Maybe it's because I had just watched Blood of Zeus, the Netflix anime that has so much potential but is shackled by the streamer's indecisiveness. Anyway, for some reason Attilius reminds me of Heron. Not Heron the demigod, son of Zeus and gifted with lightning but the Heron who is in mourning, headstrong, determined and righteous in his science. Attilius has other qualities that would have made him the demigod of aqueducts - he is an engineer of insanely high intellect and a keen and fine tuned sense of intuition.

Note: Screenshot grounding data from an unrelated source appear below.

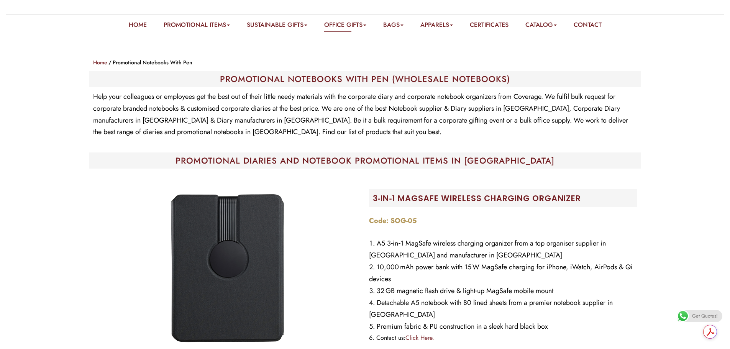 The width and height of the screenshot is (730, 349). I want to click on li: 32 GB magnetic flash drive & light‑up MagSafe mobile mount, so click(503, 291).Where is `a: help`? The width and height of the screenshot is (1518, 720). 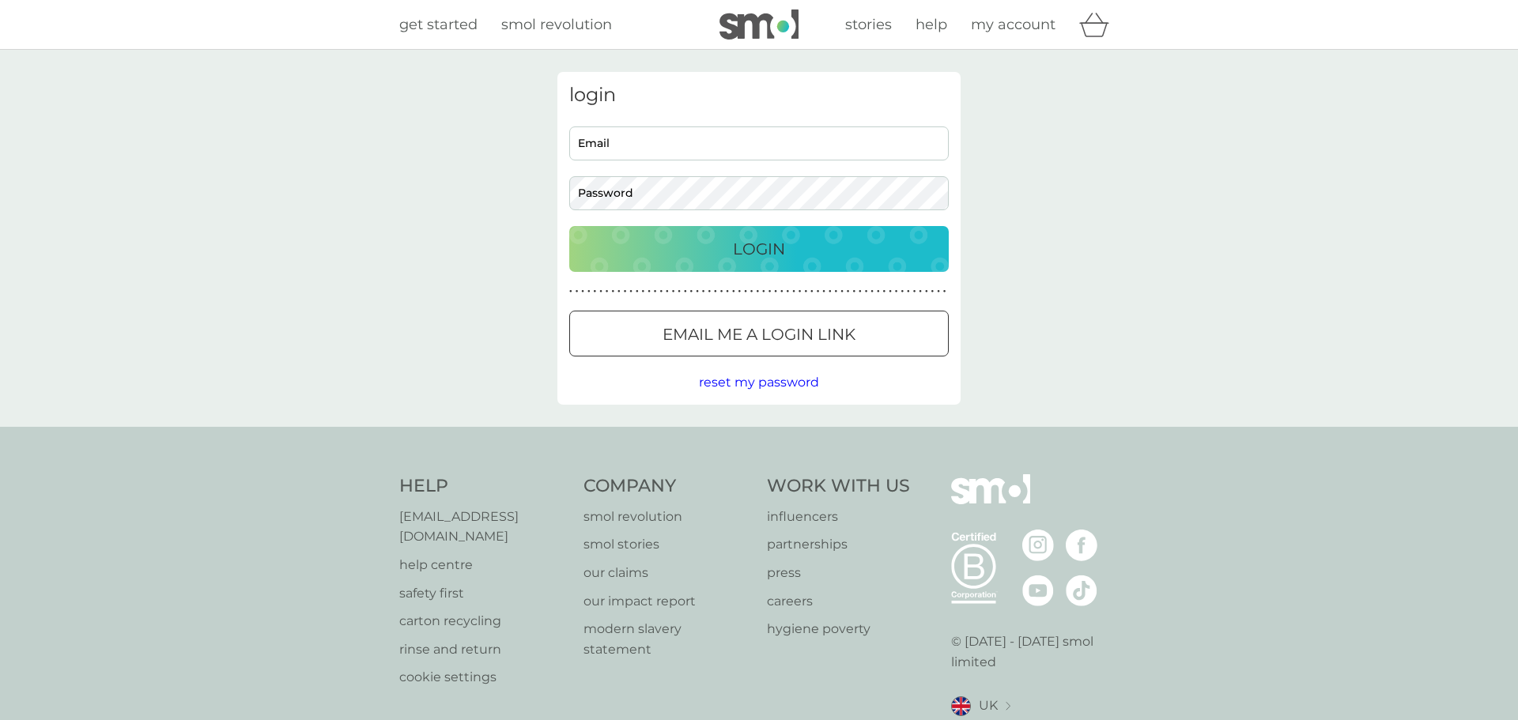
a: help is located at coordinates (931, 25).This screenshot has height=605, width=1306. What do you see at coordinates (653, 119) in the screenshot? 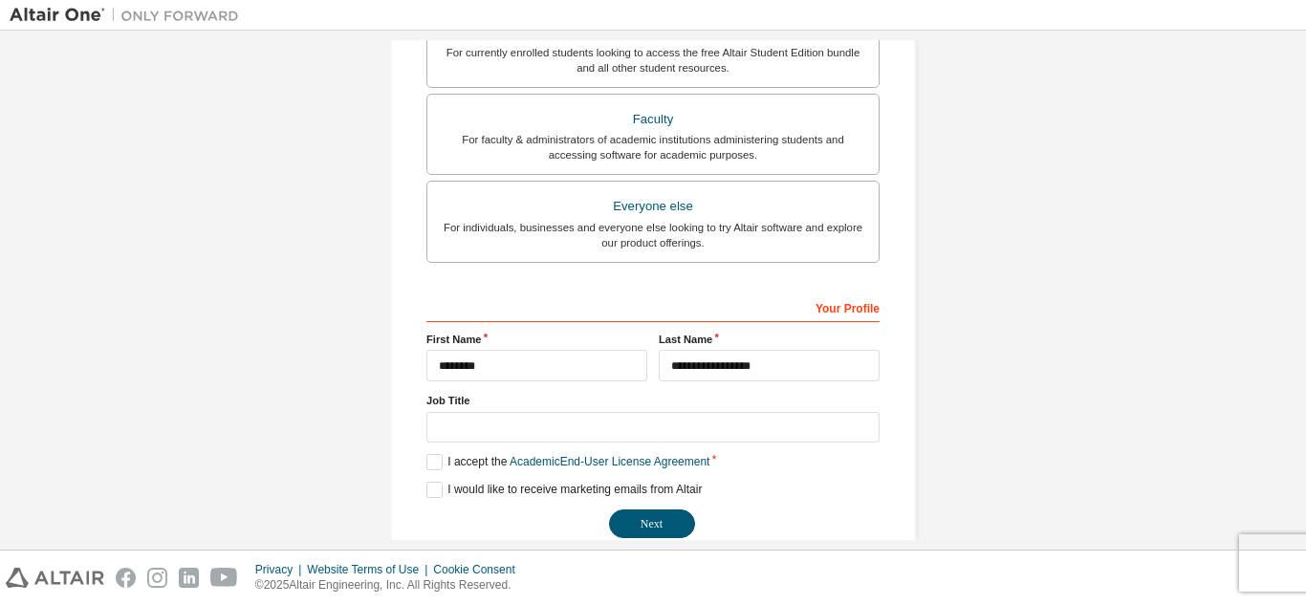
I see `div: Faculty` at bounding box center [653, 119].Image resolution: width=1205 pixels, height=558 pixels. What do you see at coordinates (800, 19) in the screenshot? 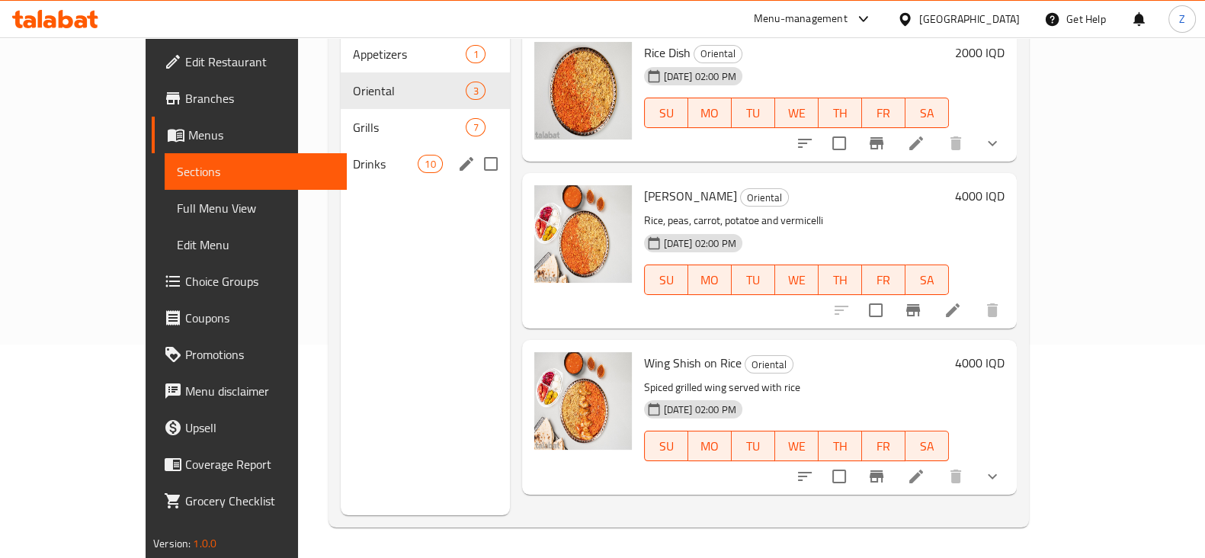
I see `div: Menu-management` at bounding box center [800, 19].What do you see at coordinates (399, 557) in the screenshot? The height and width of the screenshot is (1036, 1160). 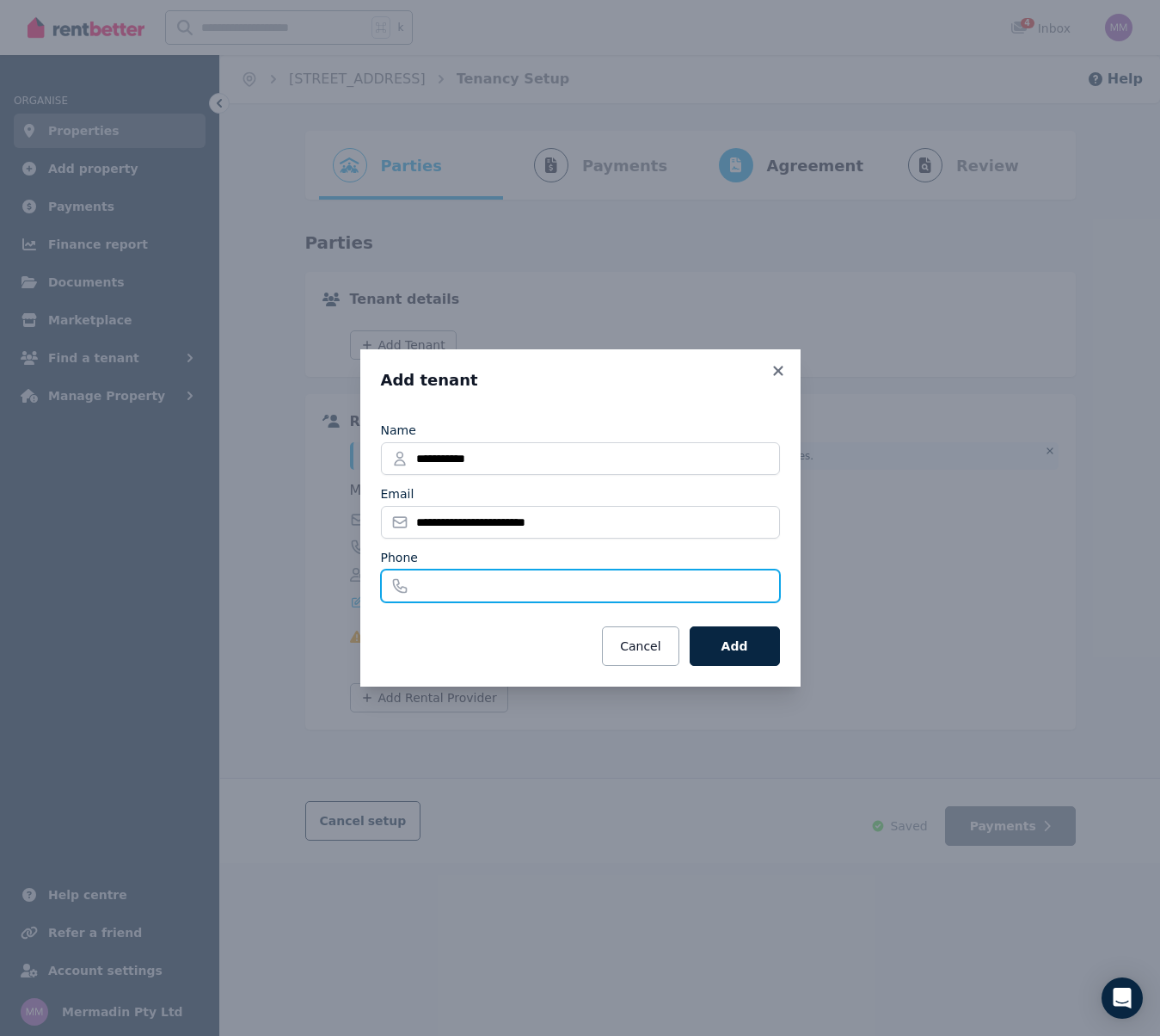 I see `label: Phone` at bounding box center [399, 557]. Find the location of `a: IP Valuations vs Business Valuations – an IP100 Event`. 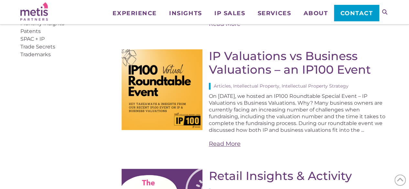

a: IP Valuations vs Business Valuations – an IP100 Event is located at coordinates (289, 63).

I'm convinced that just before a natural, catastrophic disaster takes place - >the earth holds a séance with the soon to be departed souls of the inhabitants within the impact radius. The unsettling atmosphere leading up to the event tells me that the spirit almost knows something is about to happen. More often than not, some sort of tension, unrest - even riots occur just before the event. But then there's The Great Tsunami (Bali and surrounds)of our century and how everyone was just in utter shock and of course the Great earthquakes of Hatay in Turkiye - so yeah, maybe the earth is just shrewd and picks and chooses when to give warning before unleashing hell.

In a race against a volcano that he didn't even know he was racing, Attilius is steadfast, focused and in the zone trying to repair the part that is blocking the flow to several towns along the route of the aqueduct. There is love, there is corruption (seriously, corruption is probably the oldest vice on earth right?), there are slaves, there are free men, desperation, ridiculous wealth and an archivist willing to give his life to document the eruption for all in the future to behold.

Mount Vesuvius is the real protagonist here. And what a might and frightening one at that.